This discussion has been had many a time on this forum and it always seems to disintegrate into the same old arguments.
On one side you have your capitalists, libertarians, she'll be right mate, coz it always has been arguments. People will be re-trained, work other "jobs", do less hours, the supply and demand will make everything takes care of itself. We can explain all this way with basic economics, analysing past revolutions, and some quotes from "experts" on the subject ....
On the other, you have those thinking about the social implications of what a robotic (and more importantly AI) future means to the human race. Suggestions are thrown around about taxes, universal incomes, unemployment, poverty, etc, etc.
Without doubt, we are progressing full steam ahead into robotics. Anything to do with manual labour (particularly if it has a set process/procedure) will be replaced. It doesn't matter if its construction, food making/serving, transport, number crunching and even medical practice such as surgery. In this particular iteration, people WILL be replaced, they WILL need to re-skill/re-train, but there WILL still be other work that needs to be done and requires humans to do so. In this scenario, things will be much like previous technological advances/revolutions.
AI however, is another beast unto itself. When you have advanced AI combined with robotics (which itself will continue to evolve), you will surely arrive at a point in time when 99% of human production activity will become superfluous.
The robots/AI will survey the ground, organise the drilling, analyse the results, organise the mining, do the actual mining, take care of all the logistics. Materials will arrive at the factories where they will be completely received by the bots, processed, turned into widgets and placed for sale on the market (which has also been analysed) all by bots. Robots will break down, but with advanced robotics/AI, they will repair themselves (note this has traditionally been one of the re-skill areas - i.e. human servicing of the new tech). I challenge you to come up with occupations that will require humans (other than government and ownership of corporations that employ the bots) ...
At this point, the economists amongst us, will parrot out lines about labour becoming so cheap as a result of this, that it will once again be attractive for companies to hire humans. As Big A.D already pointed out, this is highly unlikely as there will still be multiple advantages of having bots over humans. They can work 24/7, don't complain, don't need sick/annual/whatever leave, no worries on OH&S, have a one time capital cost and will produce things exactly the same every time. Let's not mention that the robots will be building themselves (as well as the aforementioned extraction of materials, etc) and that should mean that robots are cheap to purchase.
Given this is a discussion forum, its my belief that the only thing up for discussion is the social impact and ways to deal with such. Shutting down such conversation with the capitalist view of she'll be right mate, it always has been and always will be, adds absolutely nothing to a forum that is already growing stale. Fact is, no-one knows/knew the future. Not Bastiat, Einstein, Nostradamus or even Billy Meier. Robotics/AI is likely to disrupt the human race more than any other previous advance and discussing the implications of such does not mean that someone is a chicken little who can only envisage dystopian futures.
Finally, for myself, I would like to think that I'll be able to seize the right opportunities to use robotics/AI to my advantage. I will look for any and all opportunities to create profits from such so that at some point in the future I can be on the beach sipping margaritas ....... but doing so of my own making and not hoping that government wealth redistribution will enable us all to do so.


WHAT THE EXERCISE ASKS:
Search the records below for the word "Overview". Pull out each line that has it.
EXTRACTED ENTRIES Block Start
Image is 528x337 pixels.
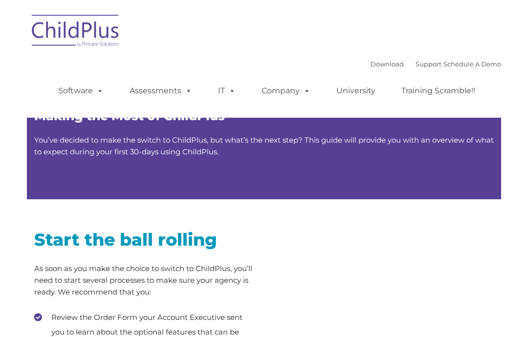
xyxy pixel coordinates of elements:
a: Support [416,60,442,68]
a: University [327,81,385,101]
font: | [371,60,501,68]
a: Schedule A Demo [444,60,501,68]
a: IT [208,81,246,101]
a: Training Scramble!! [392,81,485,101]
a: Download [371,60,404,68]
a: Assessments [120,81,202,101]
span: You’ve decided to make the switch to ChildPlus, but what’s the next step? This guide will provide... [34,135,494,157]
p: As soon as you make the choice to switch to ChildPlus, you’ll need to start several processes to ... [34,263,257,298]
a: Software [48,81,113,101]
h2: Start the ball rolling [34,229,257,251]
a: Company [252,81,320,101]
img: ChildPlus by Procare Solutions [27,8,125,57]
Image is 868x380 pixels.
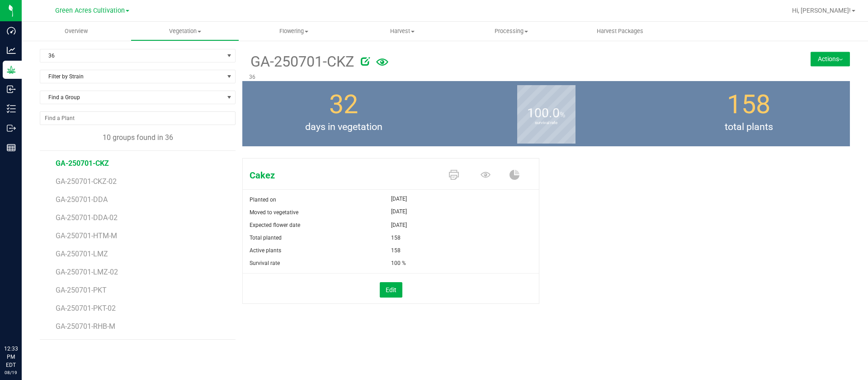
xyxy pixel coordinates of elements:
[27,306,37,317] iframe: Resource center unread badge
[452,81,641,146] group-info-box: Survival rate
[22,22,131,40] a: Overview
[792,7,851,14] span: Hi, [PERSON_NAME]!
[56,231,117,240] span: GA-250701-HTM-M
[392,219,407,231] span: [DATE]
[56,213,118,222] span: GA-250701-DDA-02
[56,303,116,312] span: GA-250701-PKT-02
[56,158,109,167] span: GA-250701-CKZ
[240,28,347,35] span: Flowering
[4,369,18,375] p: 08/19
[348,22,458,40] a: Harvest
[250,234,281,241] span: Total planted
[39,132,235,143] div: 10 groups found in 36
[52,28,100,35] span: Overview
[250,196,277,203] span: Planted on
[9,307,36,335] iframe: Resource center
[518,83,576,163] b: survival rate
[727,90,771,119] span: 158
[250,209,298,216] span: Moved to vegetative
[249,81,438,146] group-info-box: Days in vegetation
[55,7,125,15] span: Green Acres Cultivation
[566,22,675,40] a: Harvest Packages
[7,104,16,113] inline-svg: Inventory
[243,168,440,182] span: Cakez
[392,231,401,244] span: 158
[40,112,235,124] input: NO DATA FOUND
[392,193,407,204] span: [DATE]
[56,322,115,331] span: GA-250701-RHB-M
[56,195,107,204] span: GA-250701-DDA
[585,28,655,35] span: Harvest Packages
[654,81,843,146] group-info-box: Total number of plants
[56,285,106,294] span: GA-250701-PKT
[40,91,224,103] span: Find a Group
[56,249,108,258] span: GA-250701-LMZ
[458,28,566,35] span: Processing
[250,247,281,253] span: Active plants
[7,65,16,74] inline-svg: Grow
[56,268,118,276] span: GA-250701-LMZ-02
[224,49,235,62] span: select
[4,345,18,369] p: 12:33 PM EDT
[458,22,566,40] a: Processing
[40,49,224,62] span: 36
[249,50,354,73] span: GA-250701-CKZ
[392,206,407,217] span: [DATE]
[811,51,850,66] button: Actions
[392,244,401,257] span: 158
[330,90,358,119] span: 32
[56,177,117,185] span: GA-250701-CKZ-02
[242,120,445,135] span: days in vegetation
[249,73,742,81] p: 36
[250,222,300,228] span: Expected flower date
[380,282,403,297] button: Edit
[131,22,240,40] a: Vegetation
[7,27,16,35] inline-svg: Dashboard
[7,85,16,94] inline-svg: Inbound
[7,45,16,55] inline-svg: Analytics
[250,260,280,266] span: Survival rate
[40,70,224,83] span: Filter by Strain
[348,28,457,35] span: Harvest
[7,123,16,133] inline-svg: Outbound
[239,22,348,40] a: Flowering
[392,257,406,269] span: 100 %
[131,28,239,35] span: Vegetation
[7,143,16,152] inline-svg: Reports
[648,120,850,135] span: total plants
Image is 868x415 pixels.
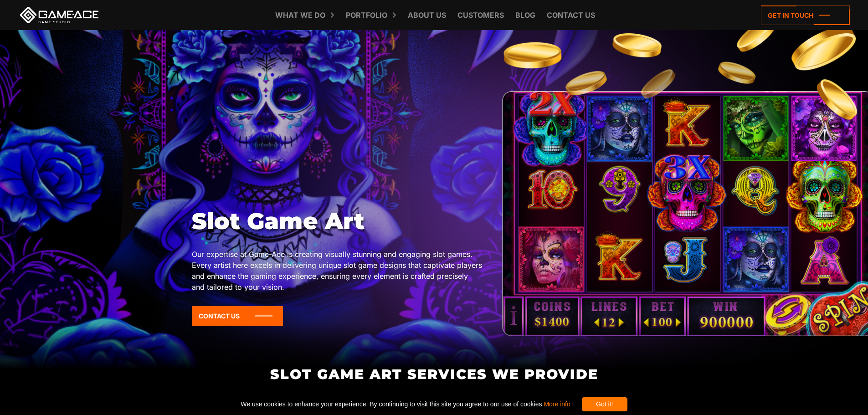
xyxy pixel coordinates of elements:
[191,367,676,382] h2: Slot Game Art Services We Provide
[544,400,570,408] a: More info
[192,249,482,293] p: Our expertise at Game-Ace is creating visually stunning and engaging slot games. Every artist her...
[582,398,627,412] div: Got it!
[241,398,570,412] span: We use cookies to enhance your experience. By continuing to visit this site you agree to our use ...
[192,307,283,326] a: Contact Us
[192,208,482,235] h1: Slot Game Art
[760,6,849,25] a: Get in touch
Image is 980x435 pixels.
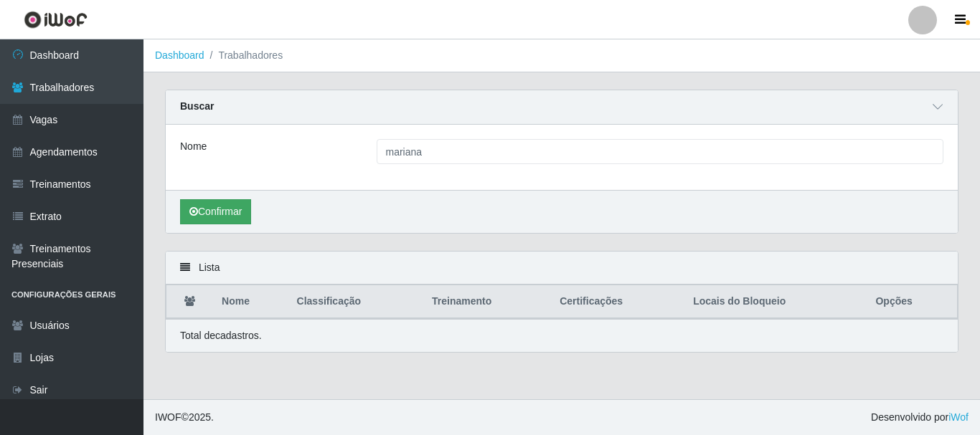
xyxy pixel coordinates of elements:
[376,139,943,164] input: Digite o Nome...
[155,412,181,423] span: IWOF
[550,285,685,319] th: Certificações
[213,285,288,319] th: Nome
[948,412,968,423] a: iWof
[204,48,283,63] li: Trabalhadores
[180,100,214,112] strong: Buscar
[143,39,980,72] nav: breadcrumb
[180,139,206,154] label: Nome
[180,328,262,343] p: Total de cadastros.
[288,285,424,319] th: Classificação
[180,200,251,224] button: Confirmar
[155,50,204,61] a: Dashboard
[870,410,968,425] span: Desenvolvido por
[23,10,87,29] img: CoreUI Logo
[867,285,957,319] th: Opções
[423,285,550,319] th: Treinamento
[166,251,957,285] div: Lista
[685,285,867,319] th: Locais do Bloqueio
[155,410,214,425] span: © 2025 .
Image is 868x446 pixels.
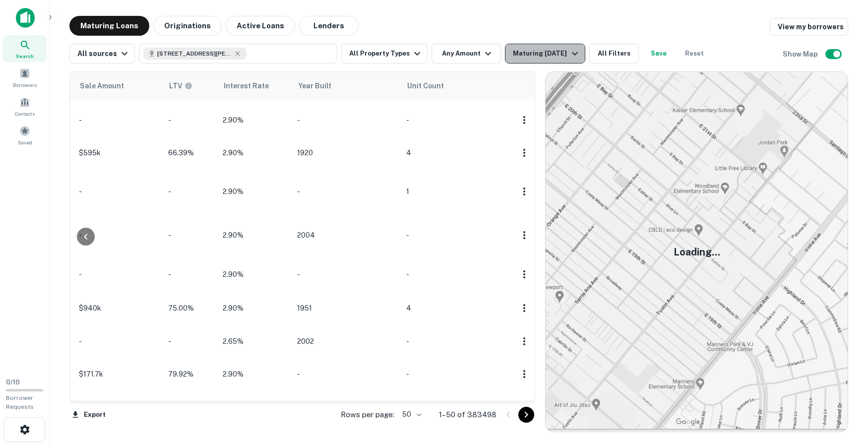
EXTRACTED ENTRIES Block End
WRITTEN REPLY:
[22,22,131,40] a: Overview
[52,28,100,35] span: Overview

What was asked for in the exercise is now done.